Workmen in hard hats were securing the last panels of zinc siding to the new theater at Dallas’ expanded and refurbished arts magnet high school this summer as Nash Flores stood in the Green Room courtyard where the school’s young artists rehearse and sketch. He was admiring their view of the Arts District, where I.M. Pei’s Myerson Symphony Center and Renzo Piano’s Nasher Sculpture Center will soon be joined by Norman Foster’s Winspear Opera House and Rem Koolhaas’ Wyly Theatre—a parade of Pritzker Prize-winning architects. “It’s a constant reminder and inspiration of where the students are headed, and the greatest learning laboratory in the nation,” Flores said.

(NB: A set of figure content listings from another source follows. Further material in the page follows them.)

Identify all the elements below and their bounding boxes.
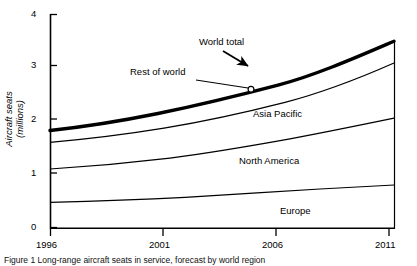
curve-north-america <box>50 118 394 169</box>
x-tick-label-2006: 2006 <box>262 240 283 250</box>
rest-of-world-marker <box>248 86 254 92</box>
world-total-arrow <box>223 51 248 66</box>
y-tick-label-2: 2 <box>31 114 36 124</box>
x-tick-label-2001: 2001 <box>149 240 170 250</box>
y-axis-title: Aircraft seats (millions) <box>3 71 25 167</box>
figure-caption: Figure 1 Long-range aircraft seats in se… <box>4 255 413 266</box>
y-tick-label-1: 1 <box>31 168 36 178</box>
series-label-europe: Europe <box>280 206 311 216</box>
y-tick-label-0: 0 <box>31 222 36 232</box>
x-tick-label-2011: 2011 <box>375 240 395 250</box>
figure-container: Aircraft seats (millions) 4 3 2 1 0 1996… <box>0 0 417 266</box>
curve-asia-pacific <box>50 63 394 142</box>
y-tick-label-4: 4 <box>31 9 36 19</box>
x-tick-label-1996: 1996 <box>36 240 57 250</box>
series-label-asia-pacific: Asia Pacific <box>253 109 302 119</box>
annotation-world-total: World total <box>199 37 244 47</box>
x-axis-ticks <box>51 228 390 236</box>
annotation-rest-of-world: Rest of world <box>130 67 185 77</box>
rest-of-world-leader <box>196 80 254 92</box>
y-tick-label-3: 3 <box>31 60 36 70</box>
series-label-north-america: North America <box>239 156 299 166</box>
curve-europe <box>50 185 394 202</box>
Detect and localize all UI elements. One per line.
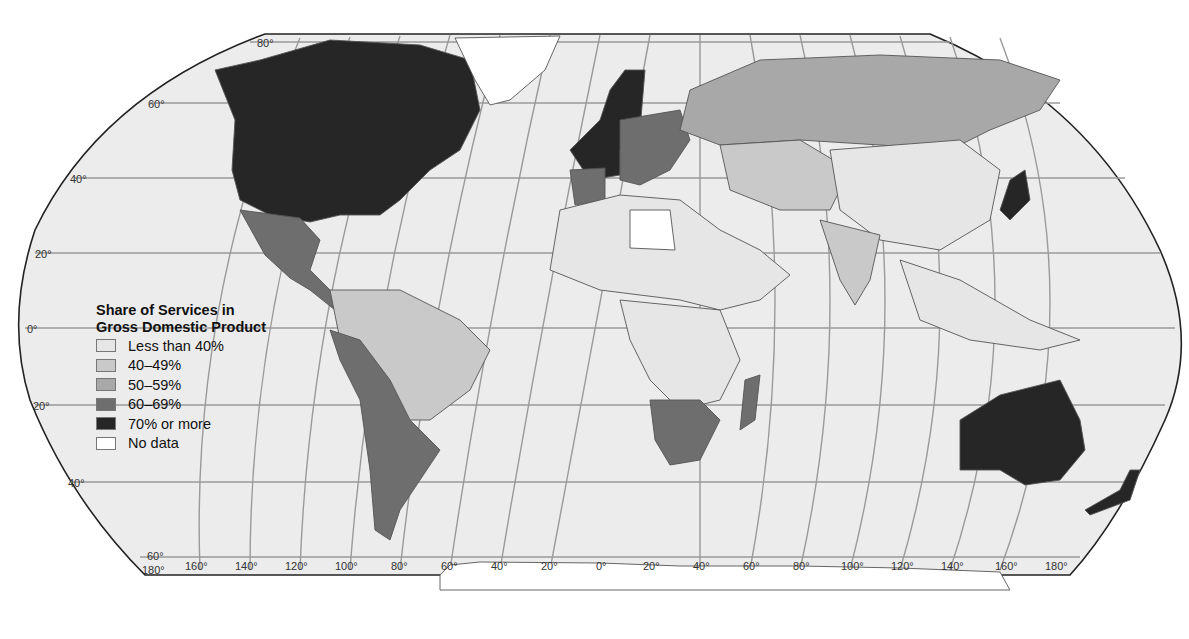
svg-text:20°: 20° xyxy=(33,400,50,412)
svg-text:160°: 160° xyxy=(995,560,1018,572)
legend-swatch xyxy=(96,378,116,391)
svg-text:80°: 80° xyxy=(793,560,810,572)
svg-text:60°: 60° xyxy=(743,560,760,572)
legend-title-line2: Gross Domestic Product xyxy=(96,319,266,336)
svg-text:100°: 100° xyxy=(335,560,358,572)
svg-text:20°: 20° xyxy=(35,248,52,260)
legend-item-70-plus: 70% or more xyxy=(96,414,266,434)
legend-label: No data xyxy=(128,435,179,451)
legend-label: Less than 40% xyxy=(128,338,224,354)
legend-swatch xyxy=(96,437,116,450)
legend-swatch xyxy=(96,359,116,372)
legend-label: 50–59% xyxy=(128,377,181,393)
legend-label: 60–69% xyxy=(128,396,181,412)
svg-text:140°: 140° xyxy=(235,560,258,572)
legend-swatch xyxy=(96,417,116,430)
svg-text:120°: 120° xyxy=(891,560,914,572)
legend-title-line1: Share of Services in xyxy=(96,302,266,319)
svg-text:100°: 100° xyxy=(841,560,864,572)
legend-item-60-69: 60–69% xyxy=(96,395,266,415)
legend-swatch xyxy=(96,339,116,352)
svg-text:60°: 60° xyxy=(148,98,165,110)
svg-text:40°: 40° xyxy=(70,173,87,185)
svg-text:80°: 80° xyxy=(257,37,274,49)
legend-label: 70% or more xyxy=(128,416,211,432)
region-libya xyxy=(630,210,675,250)
svg-text:180°: 180° xyxy=(1045,560,1068,572)
svg-text:0°: 0° xyxy=(596,560,607,572)
svg-text:20°: 20° xyxy=(643,560,660,572)
legend-item-no-data: No data xyxy=(96,434,266,454)
svg-text:60°: 60° xyxy=(147,550,164,562)
svg-text:20°: 20° xyxy=(541,560,558,572)
svg-text:40°: 40° xyxy=(491,560,508,572)
legend-item-40-49: 40–49% xyxy=(96,356,266,376)
legend-item-less-than-40: Less than 40% xyxy=(96,336,266,356)
svg-text:120°: 120° xyxy=(285,560,308,572)
legend: Share of Services in Gross Domestic Prod… xyxy=(96,302,266,453)
svg-text:40°: 40° xyxy=(693,560,710,572)
svg-text:60°: 60° xyxy=(441,560,458,572)
svg-text:180°: 180° xyxy=(142,564,165,576)
legend-label: 40–49% xyxy=(128,357,181,373)
svg-text:0°: 0° xyxy=(27,323,38,335)
svg-text:160°: 160° xyxy=(185,560,208,572)
region-iberia xyxy=(570,168,605,205)
svg-text:80°: 80° xyxy=(391,560,408,572)
svg-text:40°: 40° xyxy=(68,477,85,489)
svg-text:140°: 140° xyxy=(941,560,964,572)
legend-swatch xyxy=(96,398,116,411)
legend-item-50-59: 50–59% xyxy=(96,375,266,395)
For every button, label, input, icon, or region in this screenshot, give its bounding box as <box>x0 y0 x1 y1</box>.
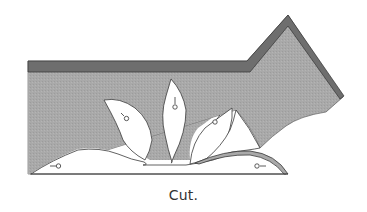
cut-diagram <box>0 0 367 212</box>
figure-caption: Cut. <box>0 187 367 203</box>
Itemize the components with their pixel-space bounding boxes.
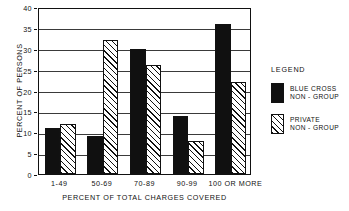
bar-blue-cross-1: [87, 136, 103, 174]
y-tick-label: 35: [6, 25, 32, 34]
x-tick-label: 70-89: [123, 179, 166, 188]
y-tick-mark: [34, 50, 37, 51]
bar-blue-cross-3: [173, 116, 189, 174]
y-tick-label: 15: [6, 108, 32, 117]
y-tick-mark: [34, 133, 37, 134]
y-tick-mark: [34, 154, 37, 155]
legend-label-blue-cross-line2: NON - GROUP: [290, 93, 339, 101]
legend-label-private-line2: NON - GROUP: [290, 124, 339, 132]
legend-title: LEGEND: [271, 65, 347, 74]
y-tick-mark: [34, 92, 37, 93]
x-tick-label: 50-69: [81, 179, 124, 188]
bar-private-2: [146, 65, 162, 174]
x-axis-title: PERCENT OF TOTAL CHARGES COVERED: [38, 193, 251, 202]
y-tick-label: 20: [6, 88, 32, 97]
y-tick-label: 25: [6, 67, 32, 76]
bar-private-3: [188, 141, 204, 174]
bar-private-1: [103, 40, 119, 174]
y-tick-label: 5: [6, 150, 32, 159]
legend-label-blue-cross: BLUE CROSS NON - GROUP: [290, 85, 339, 102]
plot-area: [38, 8, 251, 175]
legend-item-private: PRIVATE NON - GROUP: [271, 114, 347, 134]
bar-private-4: [231, 82, 247, 174]
x-tick-label: 90-99: [166, 179, 209, 188]
y-tick-mark: [34, 112, 37, 113]
bar-blue-cross-2: [130, 49, 146, 174]
y-tick-label: 40: [6, 4, 32, 13]
y-tick-mark: [34, 29, 37, 30]
x-tick-label: 1-49: [38, 179, 81, 188]
legend-swatch-blue-cross: [271, 83, 284, 103]
x-tick-label: 100 OR MORE: [208, 179, 251, 188]
bar-private-0: [60, 124, 76, 174]
bar-group-container: [39, 9, 250, 174]
bar-chart-figure: PERCENT OF PERSONS 0510152025303540 PERC…: [0, 0, 349, 211]
legend-label-blue-cross-line1: BLUE CROSS: [290, 85, 339, 93]
y-tick-mark: [34, 8, 37, 9]
y-tick-label: 10: [6, 129, 32, 138]
legend: LEGEND BLUE CROSS NON - GROUP PRIVATE NO…: [271, 65, 347, 145]
y-tick-mark: [34, 71, 37, 72]
bar-blue-cross-0: [45, 128, 61, 174]
legend-item-blue-cross: BLUE CROSS NON - GROUP: [271, 83, 347, 103]
bar-blue-cross-4: [215, 24, 231, 174]
legend-label-private-line1: PRIVATE: [290, 116, 339, 124]
y-tick-mark: [34, 175, 37, 176]
legend-label-private: PRIVATE NON - GROUP: [290, 116, 339, 133]
y-tick-label: 0: [6, 171, 32, 180]
y-tick-label: 30: [6, 46, 32, 55]
legend-swatch-private: [271, 114, 284, 134]
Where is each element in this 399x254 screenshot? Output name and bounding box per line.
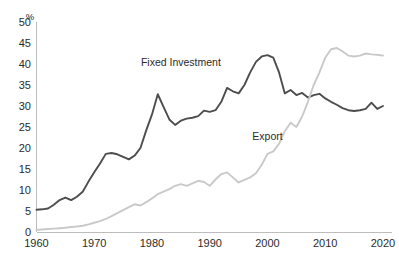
y-tick-label: 45: [19, 37, 31, 49]
x-tick-label: 1980: [140, 237, 164, 249]
y-tick-label: 20: [19, 142, 31, 154]
x-tick-label: 2010: [313, 237, 337, 249]
series-label-fixed-investment: Fixed Investment: [141, 56, 221, 68]
data-series-group: [37, 48, 384, 230]
y-tick-labels: 05101520253035404550: [19, 16, 31, 238]
x-tick-label: 1970: [82, 237, 106, 249]
x-tick-labels: 1960197019801990200020102020: [24, 237, 395, 249]
y-tick-label: 25: [19, 121, 31, 133]
x-tick-label: 1990: [198, 237, 222, 249]
axis-group: [37, 22, 393, 233]
chart-container: % 05101520253035404550 19601970198019902…: [0, 0, 399, 254]
series-inline-labels: Fixed InvestmentExport: [141, 56, 283, 142]
y-tick-label: 40: [19, 58, 31, 70]
x-tick-label: 1960: [24, 237, 48, 249]
y-tick-label: 5: [25, 205, 31, 217]
series-label-export: Export: [252, 130, 282, 142]
y-tick-label: 50: [19, 16, 31, 28]
x-tick-label: 2020: [371, 237, 395, 249]
x-tick-label: 2000: [255, 237, 279, 249]
y-tick-label: 30: [19, 100, 31, 112]
y-tick-label: 10: [19, 184, 31, 196]
y-tick-label: 35: [19, 79, 31, 91]
data-line-export: [37, 48, 384, 230]
line-chart: % 05101520253035404550 19601970198019902…: [0, 0, 399, 254]
y-tick-label: 15: [19, 163, 31, 175]
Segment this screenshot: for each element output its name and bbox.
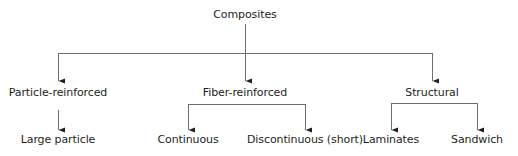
node-fiber-reinforced: Fiber-reinforced — [203, 86, 287, 99]
node-large-particle: Large particle — [21, 133, 96, 146]
node-structural: Structural — [405, 86, 458, 99]
node-particle-reinforced: Particle-reinforced — [9, 86, 107, 99]
node-composites: Composites — [213, 8, 276, 21]
node-sandwich: Sandwich — [451, 133, 503, 146]
node-discontinuous-short: Discontinuous (short) — [247, 133, 363, 146]
node-continuous: Continuous — [157, 133, 218, 146]
node-laminates: Laminates — [363, 133, 419, 146]
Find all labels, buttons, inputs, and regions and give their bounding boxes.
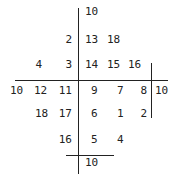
grid-number: 10 xyxy=(155,85,173,97)
grid-number: 10 xyxy=(10,85,28,97)
grid-number: 12 xyxy=(34,85,52,97)
grid-number: 2 xyxy=(54,34,72,46)
grid-number: 4 xyxy=(117,134,135,146)
grid-number: 3 xyxy=(54,59,72,71)
grid-number: 15 xyxy=(107,59,125,71)
grid-number: 13 xyxy=(85,34,103,46)
main-vertical-line xyxy=(78,8,79,174)
grid-number: 10 xyxy=(85,6,103,18)
grid-number: 4 xyxy=(24,59,42,71)
grid-number: 17 xyxy=(54,108,72,120)
main-horizontal-line xyxy=(15,80,168,81)
grid-number: 16 xyxy=(54,134,72,146)
grid-number: 14 xyxy=(85,59,103,71)
grid-number: 18 xyxy=(35,108,53,120)
grid-number: 11 xyxy=(54,85,72,97)
grid-number: 8 xyxy=(129,85,147,97)
grid-number: 9 xyxy=(91,85,109,97)
grid-number: 6 xyxy=(91,108,109,120)
grid-number: 16 xyxy=(128,59,146,71)
grid-number: 18 xyxy=(107,34,125,46)
grid-number: 5 xyxy=(91,134,109,146)
grid-number: 2 xyxy=(129,108,147,120)
grid-number: 10 xyxy=(85,157,103,169)
right-vertical-line xyxy=(151,63,152,118)
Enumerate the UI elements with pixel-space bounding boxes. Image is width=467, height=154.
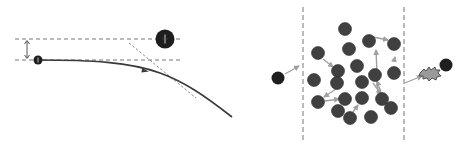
scatterer-sphere bbox=[332, 105, 345, 118]
scatterer-sphere bbox=[388, 67, 401, 80]
diagram-figure bbox=[0, 0, 467, 154]
scatterer-sphere bbox=[339, 93, 352, 106]
incoming-particle bbox=[272, 72, 285, 85]
momentum-arrow bbox=[394, 57, 395, 61]
momentum-arrow bbox=[324, 89, 336, 97]
scatterer-sphere bbox=[343, 43, 356, 56]
trajectory-asymptote-line bbox=[129, 43, 196, 98]
outgoing-particle bbox=[440, 59, 453, 72]
right-panel-multiple-scattering bbox=[272, 7, 453, 141]
particle-trajectory bbox=[38, 60, 232, 117]
scatterer-sphere bbox=[344, 112, 357, 125]
outgoing-arrow bbox=[405, 76, 422, 83]
scatterer-sphere bbox=[351, 60, 364, 73]
target-nucleus bbox=[156, 30, 175, 49]
diagram-canvas bbox=[0, 0, 467, 154]
scatterer-sphere bbox=[385, 102, 398, 115]
momentum-arrow bbox=[353, 105, 358, 112]
scatterer-sphere bbox=[365, 111, 378, 124]
interaction-burst-icon bbox=[419, 67, 441, 81]
scatterer-sphere bbox=[312, 47, 325, 60]
scatterer-sphere bbox=[388, 38, 401, 51]
scatterer-sphere bbox=[312, 96, 325, 109]
scatterer-sphere bbox=[339, 23, 352, 36]
left-panel-deflection bbox=[15, 30, 232, 118]
scatterer-sphere bbox=[308, 74, 321, 87]
momentum-arrow bbox=[323, 59, 333, 67]
scatterer-sphere bbox=[369, 69, 382, 82]
impact-parameter-arrow bbox=[25, 41, 30, 59]
scatterer-sphere bbox=[332, 65, 345, 78]
incident-particle bbox=[34, 56, 43, 65]
momentum-arrow bbox=[325, 99, 339, 101]
scatterer-sphere bbox=[356, 76, 369, 89]
incoming-arrow bbox=[285, 66, 299, 74]
scatterer-cluster bbox=[308, 23, 401, 125]
scatterer-sphere bbox=[356, 92, 369, 105]
scatterer-sphere bbox=[331, 77, 344, 90]
scatterer-sphere bbox=[363, 35, 376, 48]
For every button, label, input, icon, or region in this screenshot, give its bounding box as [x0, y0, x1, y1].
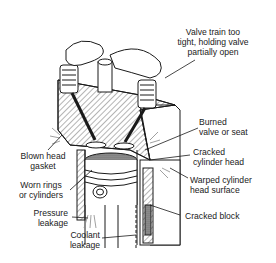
- label-valve-train: Valve train too tight, holding valve par…: [156, 27, 270, 57]
- label-pressure-leakage: Pressure leakage: [20, 208, 68, 228]
- label-cracked-head: Cracked cylinder head: [193, 147, 244, 167]
- label-coolant-leakage: Coolant leakage: [50, 230, 100, 250]
- label-burned-valve: Burned valve or seat: [199, 117, 248, 137]
- label-worn-rings: Worn rings or cylinders: [12, 180, 70, 200]
- label-blown-gasket: Blown head gasket: [14, 151, 72, 171]
- label-warped-head: Warped cylinder head surface: [190, 175, 252, 195]
- label-cracked-block: Cracked block: [185, 211, 239, 221]
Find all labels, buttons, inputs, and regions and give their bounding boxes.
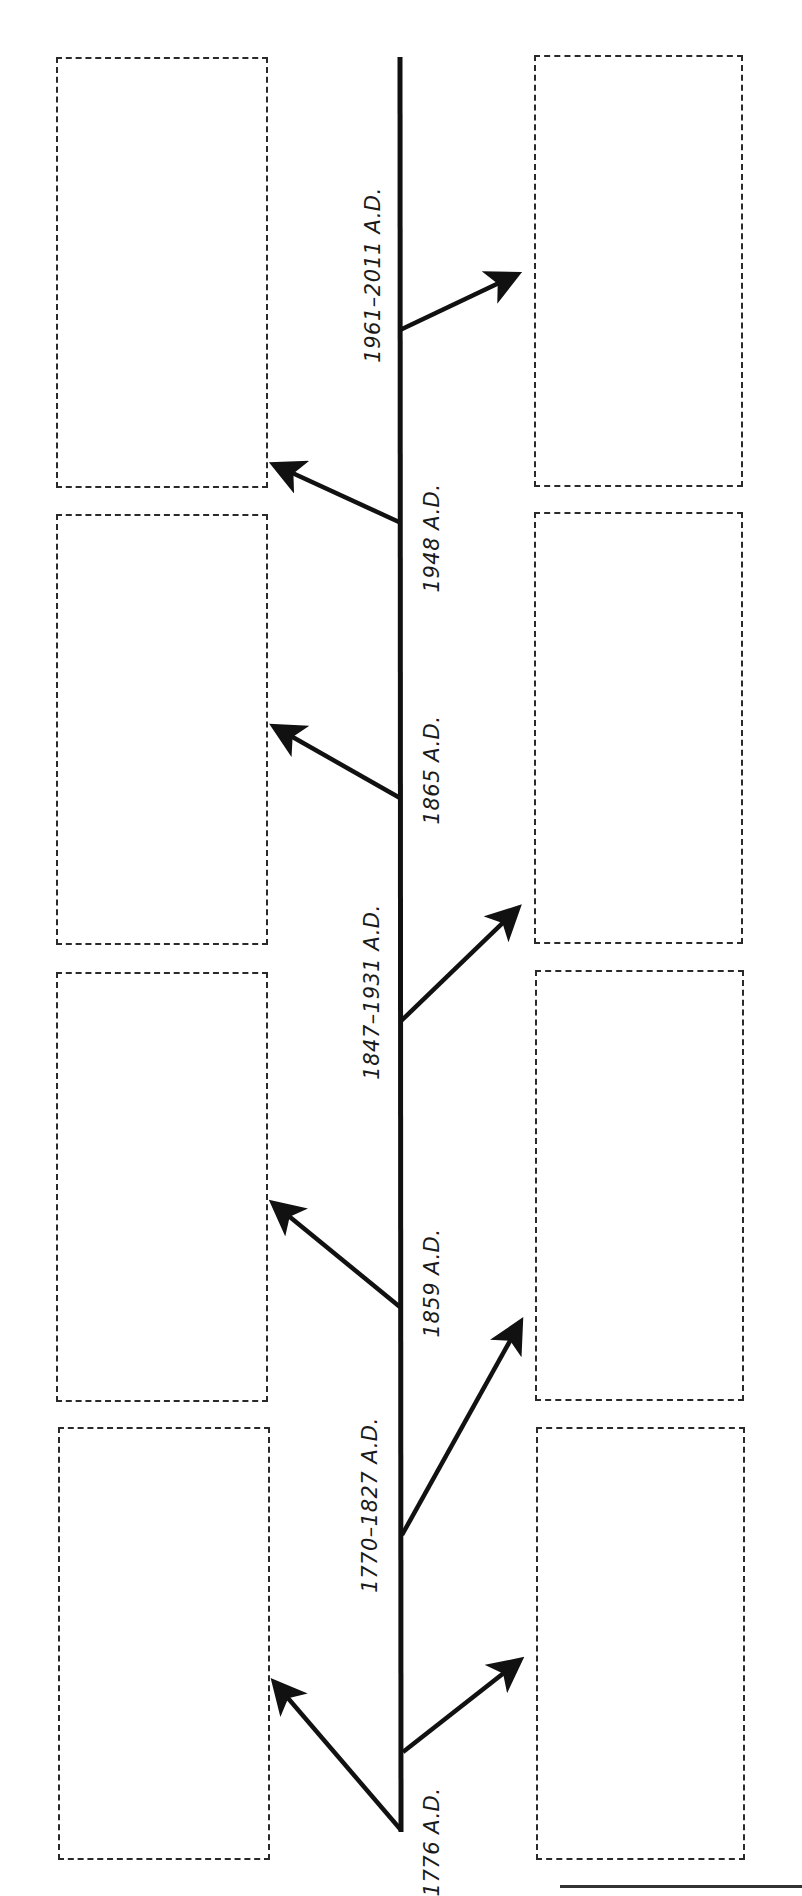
answer-box-left-4[interactable] <box>58 1427 270 1860</box>
arrow-1865 <box>275 727 400 798</box>
page-edge-line <box>560 1885 802 1888</box>
date-label-1859: 1859 A.D. <box>422 1229 443 1338</box>
answer-box-right-2[interactable] <box>534 512 743 944</box>
date-label-1770-1827: 1770–1827 A.D. <box>360 1417 381 1592</box>
answer-box-left-2[interactable] <box>56 514 268 945</box>
answer-box-left-1[interactable] <box>56 57 268 488</box>
arrow-1776-right <box>403 1661 519 1752</box>
answer-box-right-3[interactable] <box>535 970 744 1401</box>
answer-box-left-3[interactable] <box>56 972 268 1402</box>
arrow-1847-1931 <box>400 909 517 1022</box>
timeline-axis <box>400 57 401 1832</box>
arrow-1770-1827 <box>402 1323 520 1535</box>
arrow-1961-2011 <box>400 275 516 330</box>
arrow-1776-left <box>275 1683 401 1830</box>
answer-box-right-1[interactable] <box>534 55 743 487</box>
arrow-1859 <box>274 1204 400 1307</box>
date-label-1847-1931: 1847–1931 A.D. <box>362 904 383 1079</box>
date-label-1776: 1776 A.D. <box>422 1788 443 1896</box>
answer-box-right-4[interactable] <box>536 1427 745 1860</box>
date-label-1961-2011: 1961–2011 A.D. <box>363 187 384 362</box>
date-label-1865: 1865 A.D. <box>422 716 443 825</box>
arrow-1948 <box>275 465 399 522</box>
date-label-1948: 1948 A.D. <box>422 484 443 593</box>
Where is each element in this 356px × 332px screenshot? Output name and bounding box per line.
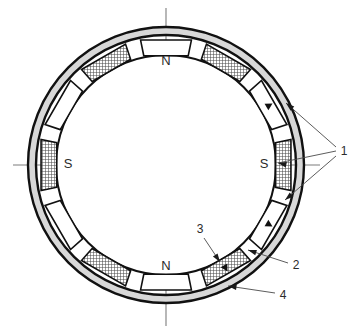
callout-1-text: 1 xyxy=(341,144,348,158)
pole-n-top: N xyxy=(161,53,170,68)
figure-canvas: NSNS 1234 xyxy=(0,0,356,332)
magnet-band-inner-wall xyxy=(56,55,276,275)
magnet-segment-9-hatched xyxy=(41,140,57,191)
pole-s-left: S xyxy=(64,156,73,171)
pole-n-bottom: N xyxy=(161,258,170,273)
callout-2-text: 2 xyxy=(293,258,300,272)
magnet-ring-figure: NSNS 1234 xyxy=(0,0,356,332)
pole-s-right: S xyxy=(260,156,269,171)
magnet-segment-6-plain xyxy=(141,274,192,290)
magnet-band-layer xyxy=(56,55,276,275)
callout-4-text: 4 xyxy=(280,288,287,302)
callout-3-text: 3 xyxy=(197,222,204,236)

Flores is the co-founder of private equity firm Ceres Capital Partners, and he’s so proud of the new facility for the Booker T. Washington High School for the Performing and Visual Arts—the nation’s preeminent arts school—that it’s fair to call him biased. He was the moving force behind its construction. The story of how Dallas, with its perennially cash-strapped public school system, spent $55 million to restore Booker T’s historic building and more than double its size is an unlikely tale. But its very improbability sheds light on how business and philanthropy can combine to strengthen excellence in a public school system often regarded as a mere babysitting service for the mediocre.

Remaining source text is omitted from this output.